The mixed layer (ML) is a quasi-homogeneous, turbulized layer in the world ocean. Its upper boundary directly contacts with the atmosphere boundary layer, while the ML bottom contacts with the underlying thermocline. That is why ML is also called the upper mixed layer. Vertical gradients of temperature and salinity within the ML usually don’t exceed 0.01 Kelvin degree and 0.01 promille per m. ML is formed as a result of turbulent mixing because of thermohaline convection, vertical shear of oceanic currents and surface waves (periodically breaking when their slope reaches some critical level). Sometimes, the most turbulized lower part of the atmospheric boundary layer is also called ML. It is a result of strong mixing because of thermal convection and/ or dynamic shear turbulence. Convection prevails when surface heating occurs, while dynamic shear turbulence is generated by strong winds. Its typical thickness is a few hundred meters.
The process of oceanic ML deepening is accompanied by the entrainment of more cold water of the thermocline into the upper turbulized layer. This leads to negative ML heat fluxes at its bottom, which is why the ML deepening is accompanied by its cooling. As a result of entrainment, the sharp interface between turbulized ML and unturbulized thermocline is formed. If surface sources of turbulence are too weak to mix a stably stratified thermocline, the ML turbulence is decaying and the depth of ML is decreasing. The ML shoaling causes its isolation from the thermocline because the new, turbulized, upper mixed layer is joined with underlying old (relict) ML with decaying turbulence. As a result, the heat fluxes at the bottom of the new upper mixed layer is close to zero, which doesn’t prevent the upper mixed layer from the warming. This follows, for example, from a generalized analysis of these processes discussed by Eric Kraus.
The ML occupies almost the whole world’s oceans. Its thickness is at a maximum in the sub-Arctic and sub-Antarctic regions in winter, when North Atlantic Deep Water and Antarctic bottom water are sinking up to 1.2–3.7 mi. (2–6 km). In the tropics and subtropics, the typical ML depth is of about 33–330 ft. (10–100 m) throughout the year. It is controlled not only by intensity of surface turbulent mixing, but also by regular vertical motion because of divergence or convergence of oceanic currents. Therefore, in the vicinity of oceanic jets (such as the Gulf Stream or Equatorial Undercurrents/Countercurrents), the ML thickness is changed significantly, and horizontal inhomogeneity should be taken into account for simulation of the ML evolution. In middle and high latitudes of the ocean interior, there is a strong seasonal cycle of ML parameters depending on heat fluxes at the surface. In winter, ML is cooling and deepening as a result of net heat lost at the ocean surface and the mixed layer bottom. In that time, intense thermal convection is a principal cause of the ML deepening.
A maximum ML thickness in the end of winter is, in fact, the depth of penetration of seasonal variations of temperature, salinity, and density. In spring and summer, the typical ML thickness is at a minimum as a result of surface heating. In that time, ML is turbulized by dynamic processes (that is, vertical shear of oceanic currents and surface waves) and is no thicker than a few meters to tens of meters.
Buoyancy forcing because of thermal convection is a principal cause of winter mixing of ML elsewhere in the subtropics and the middle and high latitudes of the world’s oceans. However, haline convection may also be important, especially in the subtropical ocean bounded by a large desert (such as the north subtropical Atlantic and Sahara), where very dry conditions lead to intense evaporation and sinking of salty waters to the depths. In these specific regions, buoyancy ML forcing because of haline effects prevails. The same is true for some close or semiclose seas situated in an arid zone (such as the Red Sea and the Dead Sea).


## What is expected
The required result is every line of the records that includes "Atlanta".

Saved entries:
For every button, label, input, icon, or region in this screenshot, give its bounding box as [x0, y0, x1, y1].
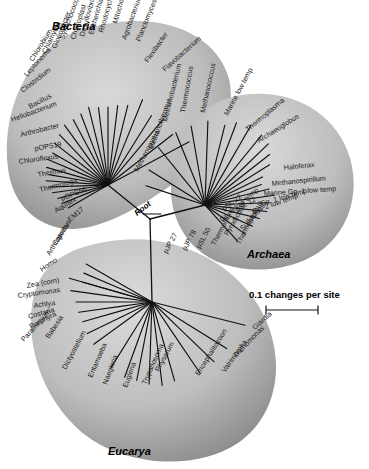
domain-title-eucarya: Eucarya	[108, 445, 151, 457]
domain-label-archaea: Archaea	[246, 248, 290, 260]
scale-bar: 0.1 changes per site	[249, 289, 340, 315]
phylogenetic-tree-figure: FlavobacteriumFlexibacterPlanctomycesAgr…	[0, 0, 369, 469]
scale-bar-line	[266, 306, 318, 315]
domain-label-eucarya: Eucarya	[108, 445, 151, 457]
domain-title-archaea: Archaea	[246, 248, 290, 260]
domain-label-bacteria: Bacteria	[52, 20, 95, 32]
domain-title-bacteria: Bacteria	[52, 20, 95, 32]
scale-bar-label: 0.1 changes per site	[249, 289, 340, 300]
tree-canvas: FlavobacteriumFlexibacterPlanctomycesAgr…	[0, 0, 369, 469]
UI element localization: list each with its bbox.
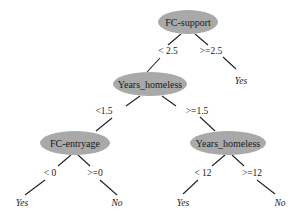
tree-edges <box>25 34 275 195</box>
node-years-homeless-2: Years_homeless <box>190 131 266 155</box>
edge-label-lt-2.5: < 2.5 <box>158 46 178 56</box>
node-label: Years_homeless <box>118 79 183 90</box>
leaf-no: No <box>110 198 122 208</box>
decision-tree-diagram: FC-support < 2.5 >=2.5 Yes Years_homeles… <box>0 0 298 221</box>
node-label: FC-support <box>165 17 211 28</box>
edge-label-lt-1.5: <1.5 <box>95 106 112 116</box>
leaf-yes: Yes <box>235 76 248 86</box>
edge-label-lt-12: < 12 <box>194 168 211 178</box>
edge-label-ge-0: >=0 <box>87 168 103 178</box>
node-fc-entryage: FC-entryage <box>40 131 110 155</box>
node-fc-support: FC-support <box>158 10 218 34</box>
leaf-yes: Yes <box>16 198 29 208</box>
edge-label-lt-0: < 0 <box>44 168 57 178</box>
node-years-homeless-1: Years_homeless <box>113 72 187 96</box>
leaf-no: No <box>273 198 285 208</box>
edge-label-ge-12: >=12 <box>242 168 262 178</box>
leaf-yes: Yes <box>177 198 190 208</box>
node-label: FC-entryage <box>50 138 101 149</box>
edge-label-ge-2.5: >=2.5 <box>200 46 223 56</box>
edge-label-ge-1.5: >=1.5 <box>186 106 209 116</box>
node-label: Years_homeless <box>196 138 261 149</box>
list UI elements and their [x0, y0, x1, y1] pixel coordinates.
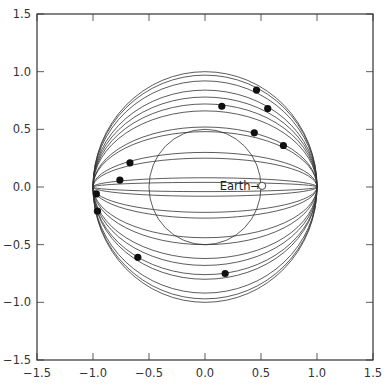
x-tick-label: 0.5 — [252, 366, 270, 380]
data-point — [251, 129, 258, 136]
y-axis-tick-labels: −1.5−1.0−0.50.00.51.01.5 — [3, 7, 31, 367]
y-tick-label: 0.5 — [13, 122, 31, 136]
data-point — [264, 105, 271, 112]
y-tick-label: −1.0 — [3, 295, 31, 309]
orbit-arc — [93, 132, 317, 187]
axis-ticks — [37, 14, 373, 360]
plot-frame — [37, 14, 373, 360]
y-tick-label: 1.0 — [13, 65, 31, 79]
earth-marker-icon — [259, 182, 266, 189]
data-point — [126, 159, 133, 166]
data-point — [218, 103, 225, 110]
x-tick-label: 0.0 — [196, 366, 214, 380]
reference-circles — [93, 72, 317, 303]
x-tick-label: −1.5 — [23, 366, 51, 380]
orbit-arc — [93, 187, 317, 293]
orbit-arc — [93, 152, 317, 187]
data-point — [253, 87, 260, 94]
data-point — [134, 254, 141, 261]
data-point — [280, 142, 287, 149]
x-axis-tick-labels: −1.5−1.0−0.50.00.51.01.5 — [23, 366, 382, 380]
y-tick-label: −0.5 — [3, 238, 31, 252]
orbit-arc — [93, 187, 317, 275]
data-point — [94, 208, 101, 215]
chart: −1.5−1.0−0.50.00.51.01.5 −1.5−1.0−0.50.0… — [0, 0, 391, 390]
earth-label: Earth→ — [220, 179, 261, 193]
x-tick-label: −0.5 — [135, 366, 163, 380]
orbit-arc — [93, 187, 317, 259]
x-tick-label: −1.0 — [79, 366, 107, 380]
orbit-arc — [93, 75, 317, 187]
orbit-arc — [93, 187, 317, 265]
outer-circle — [93, 72, 317, 303]
orbit-arc — [93, 182, 317, 187]
orbit-arcs — [93, 75, 317, 299]
x-tick-label: 1.0 — [308, 366, 326, 380]
y-tick-label: −1.5 — [3, 353, 31, 367]
data-point — [116, 176, 123, 183]
data-point — [93, 190, 100, 197]
orbit-arc — [93, 187, 317, 245]
orbit-arc — [93, 187, 317, 192]
y-tick-label: 1.5 — [13, 7, 31, 21]
annotations: Earth→ — [220, 179, 266, 193]
data-point — [222, 270, 229, 277]
y-tick-label: 0.0 — [13, 180, 31, 194]
x-tick-label: 1.5 — [364, 366, 382, 380]
orbit-arc — [93, 187, 317, 212]
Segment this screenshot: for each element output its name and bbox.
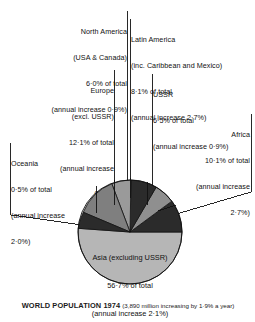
chart-caption: WORLD POPULATION 1974 (3,890 million inc… [14,292,234,319]
pie-label-asia-line2: 56·7% of total [65,281,195,290]
pie-label-asia-line1: Asia (excluding USSR) [65,253,195,262]
leader-africa [173,114,251,216]
caption-detail: (3,890 million increasing by 1·9% a year… [122,302,234,309]
caption-title: WORLD POPULATION 1974 [22,301,120,310]
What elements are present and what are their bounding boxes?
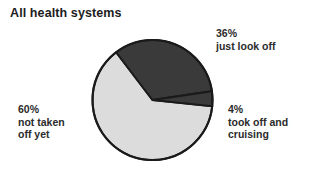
- pie-label-just-look-off: 36% just look off: [216, 27, 276, 52]
- pie-label-just-look-off-percent: 36%: [216, 27, 276, 40]
- pie-label-took-off-and-cruising: 4% took off andcruising: [228, 103, 288, 141]
- pie-label-took-off-and-cruising-percent: 4%: [228, 103, 288, 116]
- pie-label-just-look-off-text: just look off: [216, 40, 276, 53]
- pie-label-not-taken-off-yet-text: not takenoff yet: [18, 116, 65, 141]
- pie-label-not-taken-off-yet-percent: 60%: [18, 103, 65, 116]
- pie-chart-figure: All health systems 36% just look off 4% …: [0, 0, 310, 174]
- pie-label-took-off-and-cruising-text: took off andcruising: [228, 116, 288, 141]
- pie-label-not-taken-off-yet: 60% not takenoff yet: [18, 103, 65, 141]
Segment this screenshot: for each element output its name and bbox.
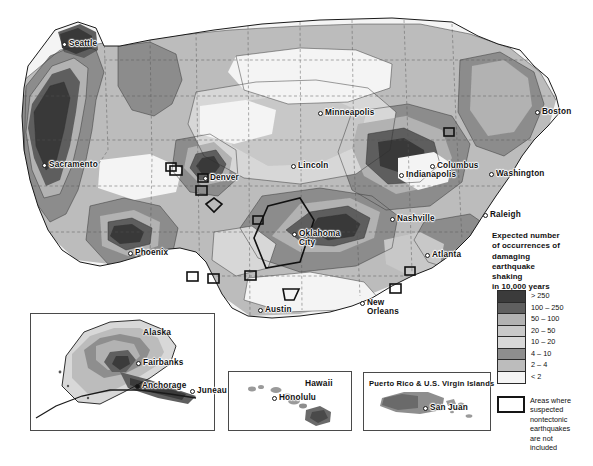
city-marker-oklahoma-city: Oklahoma City (292, 230, 340, 247)
map-legend: Expected number of occurrences of damagi… (492, 231, 591, 293)
legend-label-gt250: > 250 (531, 290, 563, 302)
city-marker-honolulu: Honolulu (272, 394, 316, 403)
legend-label-50-100: 50 – 100 (531, 313, 563, 325)
city-label: Nashville (397, 215, 435, 224)
city-label: Lincoln (298, 162, 329, 171)
legend-label-lt2: < 2 (531, 371, 563, 383)
city-label: Anchorage (142, 382, 187, 391)
city-label: Sacramento (49, 161, 98, 170)
legend-label-column: > 250 100 – 250 50 – 100 20 – 50 10 – 20… (531, 290, 563, 382)
legend-swatch-column (497, 290, 526, 384)
city-dot (136, 361, 141, 366)
map-stage: Alaska Hawaii Puerto Rico & U.S. Virgin … (0, 0, 593, 466)
city-dot (292, 232, 297, 237)
city-label: Minneapolis (325, 109, 375, 118)
city-label: Oklahoma City (299, 230, 340, 247)
city-marker-nashville: Nashville (390, 215, 435, 224)
legend-swatch-gt250 (498, 291, 525, 303)
legend-swatch-2-4 (498, 360, 525, 372)
city-dot (423, 406, 428, 411)
legend-label-10-20: 10 – 20 (531, 336, 563, 348)
legend-swatch-100-250 (498, 303, 525, 315)
city-dot (258, 308, 263, 313)
city-dot (135, 384, 140, 389)
city-marker-lincoln: Lincoln (291, 162, 329, 171)
city-label: Denver (210, 174, 239, 183)
city-dot (390, 217, 395, 222)
city-dot (489, 172, 494, 177)
city-dot (430, 164, 435, 169)
city-marker-boston: Boston (535, 108, 571, 117)
legend-swatch-10-20 (498, 337, 525, 349)
city-dot (535, 110, 540, 115)
city-dot (291, 164, 296, 169)
city-label: Indianapolis (406, 171, 456, 180)
city-label: San Juan (430, 404, 468, 413)
city-marker-san-juan: San Juan (423, 404, 468, 413)
city-dot (203, 176, 208, 181)
city-label: Phoenix (135, 249, 168, 258)
city-marker-anchorage: Anchorage (135, 382, 187, 391)
city-label: New Orleans (367, 299, 399, 316)
city-marker-juneau: Juneau (190, 387, 227, 396)
legend-label-2-4: 2 – 4 (531, 359, 563, 371)
legend-swatch-20-50 (498, 326, 525, 338)
nontectonic-note-text: Areas where suspected nontectonic earthq… (530, 396, 571, 452)
city-dot (190, 389, 195, 394)
legend-title: Expected number of occurrences of damagi… (492, 231, 591, 293)
city-marker-raleigh: Raleigh (483, 211, 521, 220)
city-label: Austin (265, 306, 292, 315)
city-label: Juneau (197, 387, 227, 396)
city-dot (318, 111, 323, 116)
city-marker-fairbanks: Fairbanks (136, 359, 183, 368)
inset-title-puerto-rico: Puerto Rico & U.S. Virgin Islands (369, 379, 494, 388)
city-dot (128, 251, 133, 256)
city-label: Atlanta (432, 251, 461, 260)
city-dot (483, 213, 488, 218)
legend-label-100-250: 100 – 250 (531, 302, 563, 314)
inset-frame-alaska (30, 313, 215, 431)
legend-swatch-50-100 (498, 314, 525, 326)
inset-title-hawaii: Hawaii (305, 378, 333, 388)
city-marker-new-orleans: New Orleans (360, 299, 399, 316)
legend-swatch-4-10 (498, 349, 525, 361)
city-marker-austin: Austin (258, 306, 292, 315)
city-label: Columbus (437, 162, 479, 171)
legend-label-4-10: 4 – 10 (531, 348, 563, 360)
nontectonic-area-swatch (497, 396, 525, 413)
legend-nontectonic-note: Areas where suspected nontectonic earthq… (492, 396, 591, 452)
inset-title-alaska: Alaska (143, 327, 171, 337)
city-dot (62, 42, 67, 47)
city-label: Seattle (69, 40, 97, 49)
legend-label-20-50: 20 – 50 (531, 325, 563, 337)
city-dot (360, 301, 365, 306)
city-marker-atlanta: Atlanta (425, 251, 461, 260)
earthquake-hazard-map-figure: Alaska Hawaii Puerto Rico & U.S. Virgin … (0, 0, 593, 466)
city-dot (425, 253, 430, 258)
city-marker-washington: Washington (489, 170, 545, 179)
city-dot (272, 396, 277, 401)
city-marker-seattle: Seattle (62, 40, 97, 49)
city-label: Fairbanks (143, 359, 183, 368)
city-marker-minneapolis: Minneapolis (318, 109, 375, 118)
city-dot (399, 173, 404, 178)
city-dot (42, 163, 47, 168)
city-label: Raleigh (490, 211, 521, 220)
city-label: Boston (542, 108, 571, 117)
city-marker-indianapolis: Indianapolis (399, 171, 456, 180)
city-marker-sacramento: Sacramento (42, 161, 98, 170)
legend-swatch-lt2 (498, 372, 525, 384)
city-marker-phoenix: Phoenix (128, 249, 168, 258)
city-label: Honolulu (279, 394, 316, 403)
city-marker-columbus: Columbus (430, 162, 479, 171)
city-marker-denver: Denver (203, 174, 239, 183)
city-label: Washington (496, 170, 545, 179)
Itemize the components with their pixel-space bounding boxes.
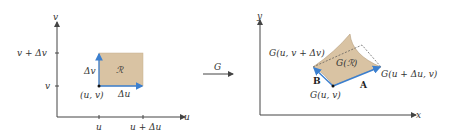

## Answer to the problem
city-label: Atlanta (432, 251, 461, 260)
city-marker-atlanta: Atlanta (425, 251, 461, 260)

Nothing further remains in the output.